The company announces the "netplan" project for Ubuntu 16.10

Aug 4, 2016 01:43 GMT  ·  By

Canonical, though Martin Pitt, the systemd maintainer for the Ubuntu Linux operating system, has recently announced plans to unify and clean up the networking configuration in Ubuntu via a new project called "netplan."

Currently supported versions of the Ubuntu OS for desktop and server automatically generate ifupdown /etc/network/interfaces during installation. On the other hand, Ubuntu Cloud uses a YAML-based format. Neither scenario offers a simple way for automatic pre-configuration of the NetworkManager network connection management software that is used by default in all Ubuntu flavors, and it also looks like there's no support for systemd's networkd daemon for managing network configurations.

And this is where the "netplan" project can help, as it promises to provide central /etc/netplan/*.yaml network config files for all Ubuntu Linux operating system versions, including desktop, server, Snappy, MaaS, and cloud. With "netplan," all the installers will generate only those YAML-based network configuration files instead of /etc/network/interfaces ones, giving the Ubuntu developers the flexibility of dynamically switching between multiple backends (NetworkManager or networkd).

"This then gives us the flexibility to dynamically select or switch between different backends -- for example, there is demand for moving away from ifupdown towards networkd, and some environments might prefer NetworkManager for everything. netplan translates the YAML config to the backend specific configuration formats on boot, but all these are only written to /run -- i. e. they are ephemeral and not considered primary configuration files in /etc.," says Martin Pitt.

The "nplan" package has landed in Ubuntu 16.10 (Yakkety Yak)

Canonical's new "netplan" project already sees the light of day in the Ubuntu 16.10 "Yakkety Yak" operating system, which is currently in heavy development, through a new package called nplan. The "nplan" package is already available in the main software repository of Ubuntu 16.10, and it should become the norm for all existing Ubuntu flavors in the coming weeks and months before the final release of Ubuntu 16.10 hits the streets on October 13, 2016.

Those brave enough to use Ubuntu 16.10 (Yakkety Yak) on their personal computers can install the nplan package from the repos and report any issues they might encounter so that the Ubuntu developers can polish the entire networking experience before the final launch of the operating system. Please note that nplan 0.5 currently supports configuring of Ethernets, Wi-Fi (AP, ad-hoc, and infrastructure), as well as Bridges. More features will be implemented in nplan soon.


_The problem_
Starting with the line that contains "Image is 644x322 pixels.", copy every line through the end of the listing, exactly and only those. No pictures should appear in the copy.

_Records for this task_
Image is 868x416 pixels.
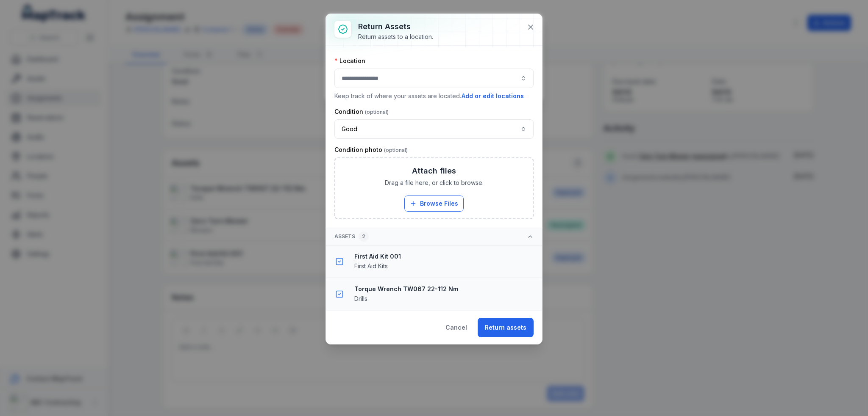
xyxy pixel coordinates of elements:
button: Good [335,120,533,139]
span: Drills [354,295,367,303]
strong: First Aid Kit 001 [354,253,535,261]
button: Return assets [478,318,533,338]
button: Add or edit locations [461,92,524,101]
button: Assets2 [326,228,542,246]
h3: Return assets [358,20,433,32]
label: Condition photo [335,146,408,154]
h3: Attach files [412,165,456,177]
button: Browse Files [404,196,464,212]
strong: Torque Wrench TW067 22-112 Nm [354,285,535,293]
span: First Aid Kits [354,263,388,270]
span: Drag a file here, or click to browse. [385,178,483,188]
label: Location [335,57,365,65]
p: Keep track of where your assets are located. [335,92,533,101]
span: Assets [335,231,369,241]
button: Cancel [439,318,474,338]
label: Condition [335,108,388,116]
div: 2 [359,231,369,241]
div: Return assets to a location. [358,32,433,41]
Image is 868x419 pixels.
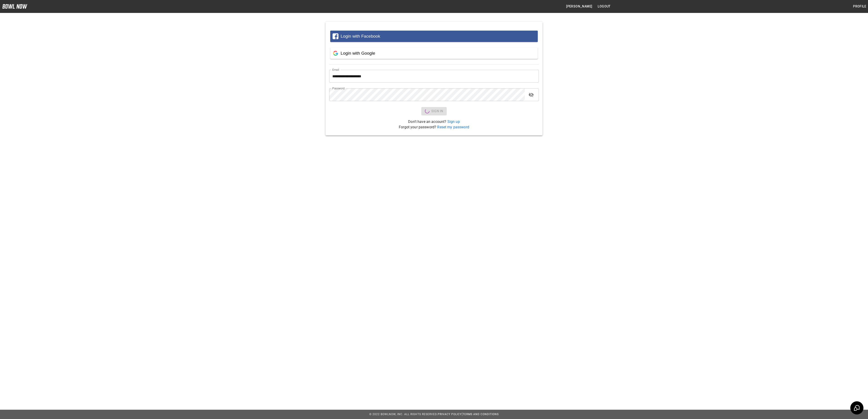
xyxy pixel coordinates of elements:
[526,90,536,100] button: toggle password visibility
[596,2,612,11] button: Logout
[369,413,438,415] span: © 2022 BowlNow, Inc. All Rights Reserved.
[565,2,594,11] button: [PERSON_NAME]
[463,413,499,415] a: Terms and Conditions
[438,413,462,415] a: Privacy Policy
[851,2,868,11] button: Profile
[341,34,380,39] span: Login with Facebook
[330,30,538,42] button: Login with Facebook
[437,125,469,129] a: Reset my password
[329,124,539,130] p: Forgot your password?
[447,119,460,124] a: Sign up
[2,4,28,8] img: logo
[329,119,539,124] p: Don't have an account?
[330,47,538,59] button: Login with Google
[341,51,375,56] span: Login with Google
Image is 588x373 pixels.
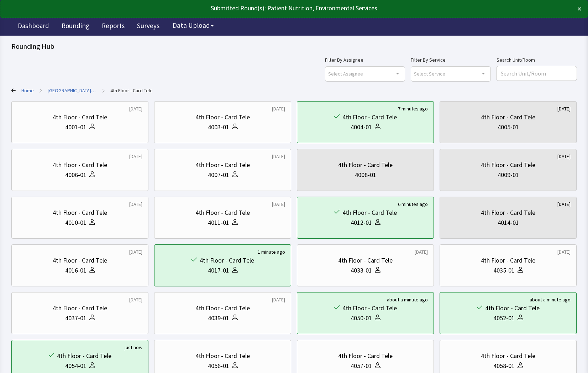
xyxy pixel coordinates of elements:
span: Select Service [414,69,445,78]
div: 4058-01 [493,361,514,370]
div: 4th Floor - Card Tele [481,351,535,361]
div: [DATE] [129,248,143,255]
div: 4th Floor - Card Tele [52,113,107,122]
div: just now [125,344,143,351]
div: 4007-01 [208,170,229,180]
button: Data Upload [168,19,218,32]
div: Rounding Hub [12,42,576,51]
a: Reports [97,18,130,35]
a: St. Anthony Hospital [48,87,97,94]
a: Rounding [56,18,95,35]
div: 4004-01 [351,122,372,132]
div: 4th Floor - Card Tele [481,113,535,122]
div: 4th Floor - Card Tele [485,303,539,313]
div: 4017-01 [208,265,229,276]
div: 4033-01 [351,265,372,276]
span: > [40,83,42,97]
div: 4039-01 [208,313,229,323]
div: [DATE] [272,105,285,113]
div: [DATE] [272,296,285,303]
label: Filter By Assignee [325,56,405,64]
div: 4056-01 [208,361,229,370]
div: 4th Floor - Card Tele [57,351,112,361]
input: Search Unit/Room [497,66,576,81]
div: [DATE] [557,200,570,207]
div: 4th Floor - Card Tele [481,255,535,265]
div: 4th Floor - Card Tele [52,303,107,313]
div: [DATE] [557,248,570,255]
div: 4th Floor - Card Tele [481,207,535,218]
div: 4001-01 [66,122,87,132]
button: × [577,4,582,14]
div: 4050-01 [351,313,372,323]
div: 4th Floor - Card Tele [196,159,250,170]
div: about a minute ago [387,296,428,303]
div: 4th Floor - Card Tele [481,159,535,170]
div: 4th Floor - Card Tele [196,303,250,313]
div: 4th Floor - Card Tele [343,113,397,122]
div: 6 minutes ago [398,200,428,207]
div: 7 minutes ago [398,105,428,113]
div: [DATE] [129,105,143,113]
div: 4052-01 [493,313,514,323]
div: 4003-01 [208,122,229,132]
a: Home [21,87,34,94]
a: Dashboard [12,18,54,35]
label: Search Unit/Room [497,56,576,64]
div: 4057-01 [351,361,372,370]
div: 4th Floor - Card Tele [199,255,254,265]
div: 4th Floor - Card Tele [343,207,397,218]
div: about a minute ago [530,296,570,303]
div: [DATE] [414,248,428,255]
div: 4012-01 [351,218,372,228]
a: Surveys [132,18,165,35]
div: 4016-01 [66,265,87,276]
div: 4054-01 [66,361,87,370]
div: 4th Floor - Card Tele [338,255,392,265]
div: 4011-01 [208,218,229,228]
div: [DATE] [129,296,143,303]
div: 4008-01 [355,170,376,180]
div: [DATE] [557,152,570,159]
div: 4037-01 [66,313,87,323]
span: Select Assignee [329,69,363,78]
div: 1 minute ago [258,248,285,255]
div: 4th Floor - Card Tele [338,351,392,361]
div: 4th Floor - Card Tele [196,207,250,218]
div: [DATE] [129,152,143,159]
div: 4035-01 [493,265,514,276]
div: [DATE] [272,200,285,207]
div: 4014-01 [498,218,519,228]
a: 4th Floor - Card Tele [111,87,152,94]
div: 4th Floor - Card Tele [338,159,392,170]
div: 4009-01 [498,170,519,180]
div: 4005-01 [498,122,519,132]
div: Submitted Round(s): Patient Nutrition, Environmental Services [6,4,524,13]
div: [DATE] [557,105,570,113]
div: 4th Floor - Card Tele [196,113,250,122]
div: 4th Floor - Card Tele [52,255,107,265]
label: Filter By Service [411,56,491,64]
div: 4th Floor - Card Tele [196,351,250,361]
div: 4th Floor - Card Tele [52,207,107,218]
div: [DATE] [272,152,285,159]
div: 4006-01 [66,170,87,180]
div: 4th Floor - Card Tele [343,303,397,313]
div: 4010-01 [66,218,87,228]
div: 4th Floor - Card Tele [52,159,107,170]
div: [DATE] [129,200,143,207]
span: > [102,83,104,97]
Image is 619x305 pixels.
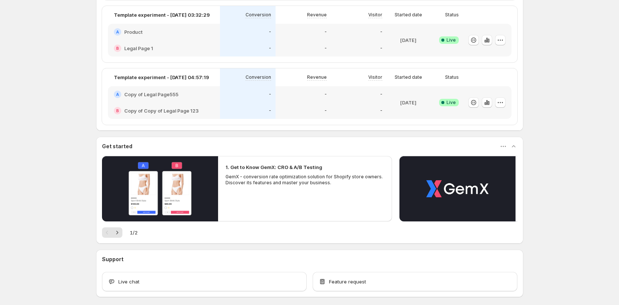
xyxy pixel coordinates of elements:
p: Started date [395,12,422,18]
nav: Pagination [102,227,122,237]
p: GemX - conversion rate optimization solution for Shopify store owners. Discover its features and ... [226,174,385,186]
p: Status [445,74,459,80]
p: - [269,91,271,97]
p: Template experiment - [DATE] 04:57:19 [114,73,209,81]
p: Revenue [307,74,327,80]
span: 1 / 2 [130,229,138,236]
p: - [380,91,383,97]
button: Play video [400,156,516,221]
h2: B [116,108,119,113]
p: - [269,45,271,51]
button: Play video [102,156,218,221]
h2: A [116,30,119,34]
p: - [380,29,383,35]
p: - [325,29,327,35]
p: - [269,29,271,35]
h2: Product [124,28,142,36]
p: Status [445,12,459,18]
span: Live chat [118,278,139,285]
h2: A [116,92,119,96]
span: Live [447,37,456,43]
h3: Get started [102,142,132,150]
span: Live [447,99,456,105]
button: Next [112,227,122,237]
p: Visitor [368,74,383,80]
h2: Copy of Legal Page555 [124,91,178,98]
h2: 1. Get to Know GemX: CRO & A/B Testing [226,163,322,171]
h2: Legal Page 1 [124,45,153,52]
p: - [380,45,383,51]
h2: Copy of Copy of Legal Page 123 [124,107,199,114]
p: Conversion [246,12,271,18]
p: - [325,45,327,51]
p: Visitor [368,12,383,18]
p: Conversion [246,74,271,80]
p: - [325,108,327,114]
span: Feature request [329,278,366,285]
h3: Support [102,255,124,263]
p: - [380,108,383,114]
p: Started date [395,74,422,80]
p: Template experiment - [DATE] 03:32:29 [114,11,210,19]
p: - [269,108,271,114]
h2: B [116,46,119,50]
p: Revenue [307,12,327,18]
p: [DATE] [400,99,417,106]
p: [DATE] [400,36,417,44]
p: - [325,91,327,97]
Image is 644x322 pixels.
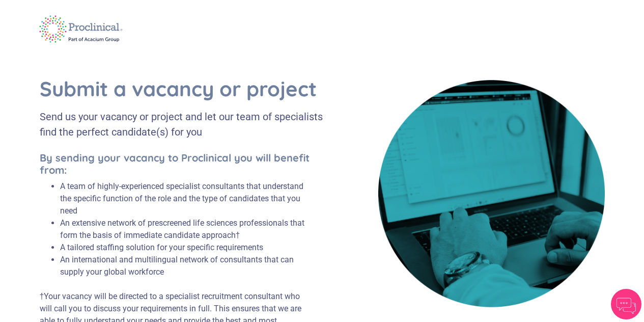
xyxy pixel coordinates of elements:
[60,180,314,217] li: A team of highly-experienced specialist consultants that understand the specific function of the ...
[40,152,314,176] h5: By sending your vacancy to Proclinical you will benefit from:
[32,9,130,49] img: logo
[611,289,642,320] img: Chatbot
[40,76,339,101] h1: Submit a vacancy or project
[60,254,314,279] li: An international and multilingual network of consultants that can supply your global workforce
[40,109,339,140] div: Send us your vacancy or project and let our team of specialists find the perfect candidate(s) for...
[60,217,314,242] li: An extensive network of prescreened life sciences professionals that form the basis of immediate ...
[378,80,605,307] img: book cover
[60,242,314,254] li: A tailored staffing solution for your specific requirements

_Task output_
Image is 644x322 pixels.
xyxy pixel coordinates of elements:
[60,180,314,217] li: A team of highly-experienced specialist consultants that understand the specific function of the ...
[40,152,314,176] h5: By sending your vacancy to Proclinical you will benefit from:
[32,9,130,49] img: logo
[611,289,642,320] img: Chatbot
[40,76,339,101] h1: Submit a vacancy or project
[60,254,314,279] li: An international and multilingual network of consultants that can supply your global workforce
[40,109,339,140] div: Send us your vacancy or project and let our team of specialists find the perfect candidate(s) for...
[60,217,314,242] li: An extensive network of prescreened life sciences professionals that form the basis of immediate ...
[378,80,605,307] img: book cover
[60,242,314,254] li: A tailored staffing solution for your specific requirements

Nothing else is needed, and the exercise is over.